Editor in chief Suzie Bolotin oversaw its creation, and guided it into print.
Design director Paul Hanson turned it into the perfect gift book, with the help of Galen Smith.
My great friend Paul Solman was one of the first readers of the manuscript, and offered numerous invaluable suggestions. (I think he liked it, although I no longer remember, of course.)
My dear wife, Christy Newman, was forced to read both editions over and over again, and never screamed once. Without her help and love, I would forget my own name.
Margot Herrera was the indispensable editor of the second edition; it’s been a great pleasure working with her.

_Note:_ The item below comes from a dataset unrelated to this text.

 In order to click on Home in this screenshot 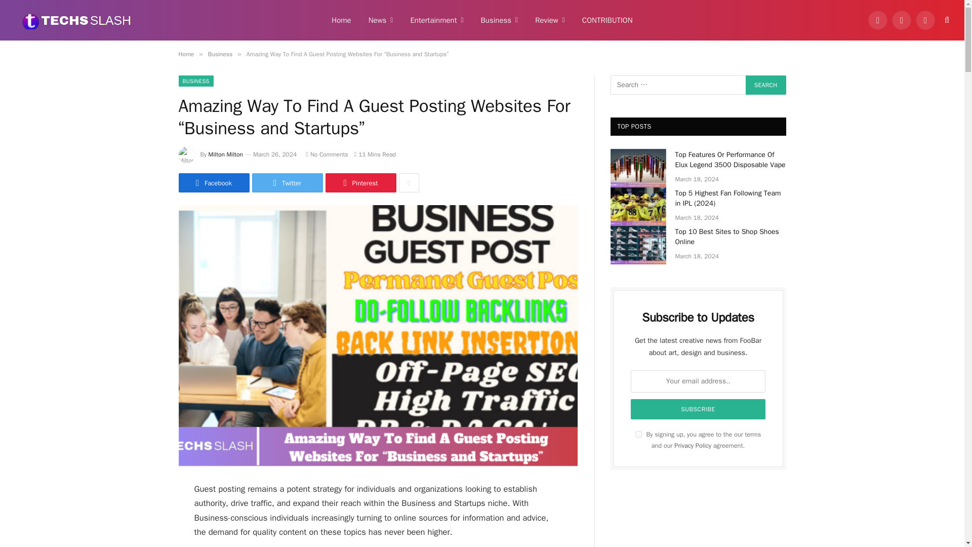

And last but not least, there’s my old friend Richard Rosen who hired me back in 2004 to write the proposal for the first edition, and was its greatest champion. A brilliant writer/editor, he shaped it with unceasing attention to detail, great creativity, and unerring instincts (although I still think I was right about that subtitle).
Thank you all.
Photo Credits
Alamy Images—Granamour Weems Collectio
n: p. 7. PA Images—p. 161. PF-(bygone1)—p. 22. AP/ Wide World Photos—pp. 1, 12, 23, 30, 32, 34, 38, 49, 61, 67, 83, 89, 93, 95, 107, 108, 110, 116, 129, 134, 137, 139, 147, 153, 159, 162, 163, 165, 167. AP/ Wide World Photos/NASA—p. 130. Getty Images—Bettmann: pp. 25, 44, 74, 104, 166; Shaun Botterill/Getty Images Sport: p. 71; CBS Photo Archive/CBS: p. 70; Culture Club/Hulton Archive: p. 53; Grafissimo: p. 160; Ernst Haas/Masters: p. 29; Hulton Archive: p. 47; Hulton Archive/Hulton Royals Collection: p. 63; Hulton Deutsch/Corbis Historical: p. 136; John Kobal Foundation/Moviepix: p. 98; Michael Kovac/FilmMagic: p. 2; Danny Martindale/WireImage: p. 21; Mondadori Portfolio: p. 20; Popperfoto: p. 57; Francis Reiss/Picture Post: p. 11; ullstein bild: pp. 35, 91; United News/Popperfoto: p. 77; Universal History Archive/Universal Images Group: p. 85; Kevin Winter/Getty Images Entertainment: p. 14. The Granger Collection, New York—pp. 122, 144. Photofest—p. 149.
ABOUT THE AUTHOR
Tom Friedman is a writer, editor, and executive producer who worked for public television’s preeminent producing station, WGBH Boston, for nearly 25 years. In 1996, he won a Peabody Award for the science documentary series Odyssey of Life. He is also the author of two books about business: Life and Death on the Corporate Battlefield, with Paul Solman, and Up the Ladder.
Copyright © 2006, 2017 by Tom Friedman
All rights reserved. No portion of this book may be reproduced—mechanically, electronically, or by any other means, including photocopying—without written permission of the publisher. Published simultaneously in Canada by Thomas Allen & Son Limited.